For a full discussion on how to test two floating point numbers for equality, see "Comparing Floating Point Numbers", by Bruce Dawson. To summarize, there are three main methods of comparison:

Use an absolute difference

As in Joel Coehoorn's example, but be very careful to select a value that's of an appropriate magnitude, unlike Joel's example.

Use a relative difference

Something like the following:

if (Math.Abs(a - b) / b <= maxRelativeError)
{
    return true;
}

However, there are complications; you should divide by the larger of the two values, and this function performs poorly for values close to zero unless you also add a check for a maximum absolute difference. See the paper for details.

Using units of last place

Comparison using units of last place (ULPs) means checking the last portion of the significand. (The paper refers to this as "Comparing using integers.") This is a more complicated approach but is very robust. The paper provides source code in C; for C#, you could probably use BitConverter.DoubleToInt64Bits.

In response to your edit

"How many times greater?" This is really a question of your application domain, which is probably why the .NET Framework doesn't provide a default method, but I've had good luck using the ULPs comparison with a max ULPs difference of 4.

Josh Kelley
+1 for a well-structured answer!
Warren
A: 

so I'm looking for a good rule of thumb for how to determine the size of the equivalence window.

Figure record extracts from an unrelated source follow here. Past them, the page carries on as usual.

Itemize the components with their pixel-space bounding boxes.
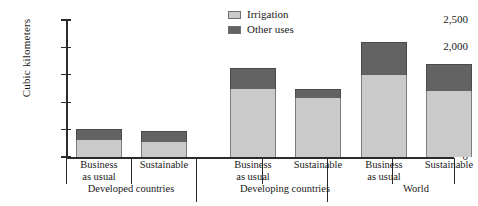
category-label: Sustainable [285,159,351,171]
y-axis-title: Cubic kilometers [20,0,32,128]
bar-segment-irrigation [426,91,472,157]
bar-segment-other-uses [361,42,407,75]
group-label: World [356,183,476,195]
category-labels: Business as usualSustainableBusiness as … [66,158,454,184]
bar-stack [141,131,187,157]
bar-segment-other-uses [295,89,341,99]
legend-swatch [228,11,241,19]
category-label: Sustainable [416,159,478,171]
bar-stack [230,68,276,157]
bar-stack [295,89,341,158]
legend-item: Irrigation [228,8,294,21]
bar-segment-irrigation [76,140,122,157]
bar-series-area [66,20,454,157]
legend-swatch [228,26,241,34]
bar-segment-other-uses [230,68,276,89]
bar-segment-other-uses [141,131,187,142]
bar-stack [426,64,472,157]
group-labels: Developed countriesDeveloping countriesW… [66,183,454,201]
legend-item: Other uses [228,23,294,36]
category-label: Business as usual [66,159,132,182]
legend-label: Other uses [247,23,294,36]
chart-legend: IrrigationOther uses [228,8,294,38]
bar-segment-other-uses [76,129,122,141]
category-label: Business as usual [351,159,417,182]
bar-segment-irrigation [361,75,407,157]
bar-segment-irrigation [141,142,187,157]
bar-segment-irrigation [230,89,276,158]
legend-label: Irrigation [247,8,289,21]
bar-stack [361,42,407,157]
bar-segment-irrigation [295,98,341,157]
category-label: Sustainable [131,159,197,171]
category-label: Business as usual [220,159,286,182]
group-label: Developing countries [225,183,345,195]
bar-stack [76,129,122,157]
group-label: Developed countries [71,183,191,195]
bar-segment-other-uses [426,64,472,91]
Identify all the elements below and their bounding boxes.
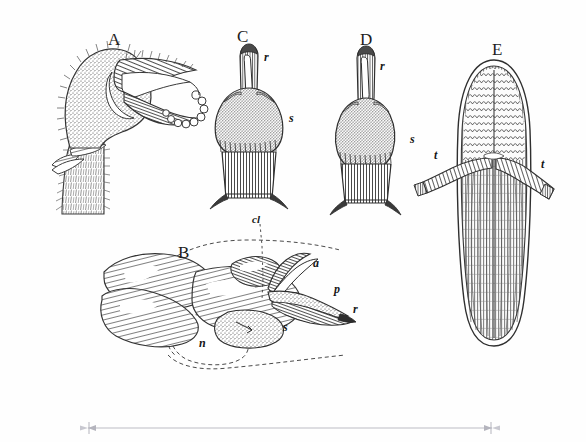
engraving-plate [0, 0, 586, 442]
part-label-s-b: s [283, 321, 288, 333]
part-label-a: a [313, 257, 319, 269]
part-label-t-right: t [541, 158, 544, 170]
figure-letter-d: D [360, 31, 373, 48]
part-label-p: p [334, 283, 340, 295]
part-label-s-d: s [410, 133, 415, 145]
part-label-cl: cl [252, 214, 260, 225]
part-label-s-c: s [289, 112, 294, 124]
part-label-t-left: t [434, 149, 437, 161]
part-label-r-b: r [353, 303, 358, 315]
figure-letter-b: B [178, 244, 190, 261]
figure-letter-c: C [237, 28, 249, 45]
figure-letter-e: E [492, 41, 503, 58]
part-label-r-d: r [380, 60, 385, 72]
part-label-r-c: r [264, 51, 269, 63]
figure-letter-a: A [108, 31, 121, 48]
part-label-n: n [199, 337, 206, 349]
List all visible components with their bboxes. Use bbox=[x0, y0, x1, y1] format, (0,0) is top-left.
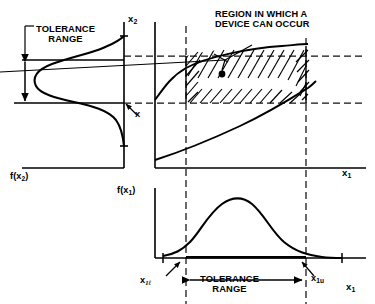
tolerance-range-label-x1: TOLERANCE RANGE bbox=[200, 274, 259, 294]
x1-lower-limit-label: x1ℓ bbox=[140, 276, 152, 286]
region-hatching-bottom bbox=[190, 89, 300, 103]
region-label: REGION IN WHICH A DEVICE CAN OCCUR bbox=[215, 10, 310, 30]
right-panel-region bbox=[0, 22, 366, 304]
density-label-x2: f(x2) bbox=[10, 172, 28, 182]
diagram-canvas bbox=[0, 0, 375, 304]
axis-label-x1-right: x1 bbox=[342, 168, 351, 179]
density-label-x1: f(x1) bbox=[117, 186, 135, 196]
tolerance-diagram: TOLERANCE RANGE x2 f(x2) x REGION IN WHI… bbox=[0, 0, 375, 304]
point-x-label: x bbox=[135, 110, 140, 120]
x1-lower-pointer bbox=[166, 262, 180, 276]
axis-label-x1-bottom: x1 bbox=[346, 282, 355, 293]
density-curve-x2 bbox=[35, 36, 124, 146]
region-callout-leader bbox=[225, 45, 252, 60]
tolerance-range-label-x2: TOLERANCE RANGE bbox=[36, 24, 95, 44]
x1-upper-limit-label: x1u bbox=[311, 274, 324, 284]
device-point-marker bbox=[219, 71, 226, 78]
bottom-panel-density-x1 bbox=[155, 188, 366, 280]
density-curve-x1 bbox=[163, 198, 342, 258]
axis-label-x2: x2 bbox=[128, 14, 137, 25]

Unfortunately, there is no good rule of thumb here. It's entirely determined by the needs of your program. A toy physics simulation may prefer a very high epsilon so that collisions aren't missed. Meanwhile a statistics package would want a low epsilon to be more accurate. You'll just have to tune it to the needs of your app.

munificent
+1  A: 

The question is, but many times greater??

How much larger depends on the inputs and on how many operations your performing. In addition to magnitude considerations, every operation increases your rounding error. If your doing many calculations on the numbers before comparing them it's more a matter of significant digits rather than machine accuracy.

Your window needs to be larger than the worst-case rounding error accumulated as a result of any calculations done. If it's smaller, there may be stray situations where your comparison fails.